Mathematics and craftsmanship

Unexpected moments

Students can learn things we don’t think we’re teaching.

A year or two ago one of our tutor’s students had an unexpected moment in mathematics.  She was slogging through trigonometric identities: equations in which one side, made up of some unlikely combinations of trig functions, is equal to the other side, an equally unlikely combination that looks quite different.  The student’s task is to prove it.  There is no question that it’s true, and no value of x or theta that we’re trying to find.  The point of the exercise is to get the student familiar with the various things that one can do with trig functions.  The application comes later on, when they appear in other equations and especially in calculus.  Trig identities really have no purpose in themselves.

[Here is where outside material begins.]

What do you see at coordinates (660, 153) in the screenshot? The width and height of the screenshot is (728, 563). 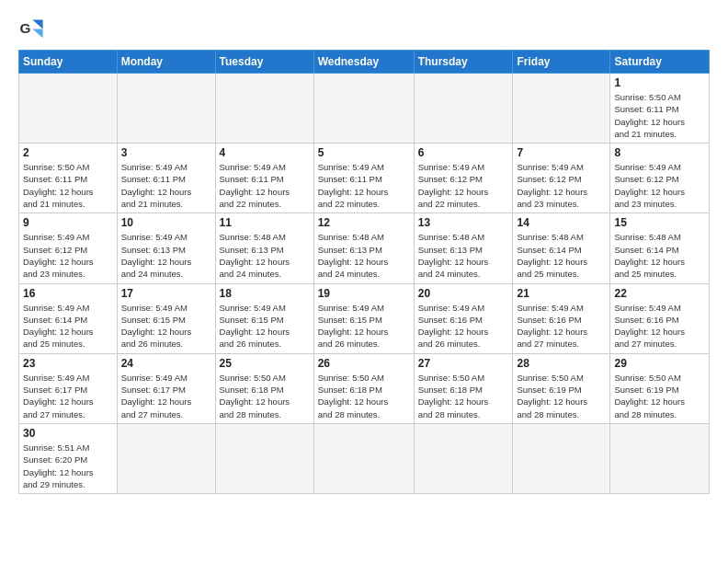 I see `day-number: 8` at bounding box center [660, 153].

But this student saw in the sequence of transformations that almost magically produce an exact result something, well, almost beautiful.  She had trouble expressing it, but we’re pretty sure we know what she meant.  What brought her to mind was a more recent student, who was facing complicated operations with matrices, a different sort of mathematical object.  There is a great deal of tedium in working with these by hand, and many opportunities for small mistakes to derail the process altogether.  He wasn’t optimistic about his chances of passing a test on them.  But after working through several problems he found himself getting the right answer more often.  And he saw how a strange series of unlikely operations would almost magically produce the desired result: a matrix with ones along the main diagonal and zeroes everywhere else.  He didn’t use the word “beauty,” but he might have.

It has been said often that mathematics and art are similar in some deep way, that in a sense the beauty of a master’s painting and a powerful theorem are the same.  There is much to be said for and against that idea, and modifying it; we won’t get into that now.  We think these students were approaching it, but at a lower level.  They were getting the same sort of satisfaction that a craftsman does when producing some object, not really new or of wonderful design, but simply well-made.  It’s the satisfaction of being skillful, of having techniques work out well.

We think more students experience this satisfaction than express it.  Most are focused intensely on getting the right answer, as a means to a good grade in the class.  An observation on the beauty of mathematics would be met with derision from a classmate who is struggling.  And carried to extremes an advanced attitude towards math can be damaging: one student our tutor had would get so interested in one or two of the problems in a standardized test that she’d play with them, working out structures and possibilities, and never finish the rest.  (He finally got her to focus on doing the test, saving her curiosity until later.  She’s now at Caltech.)

Should we work more on getting students to see this craftmanship-beauty?  It would certainly help students’ motivation.  But we’re not sure how to do it.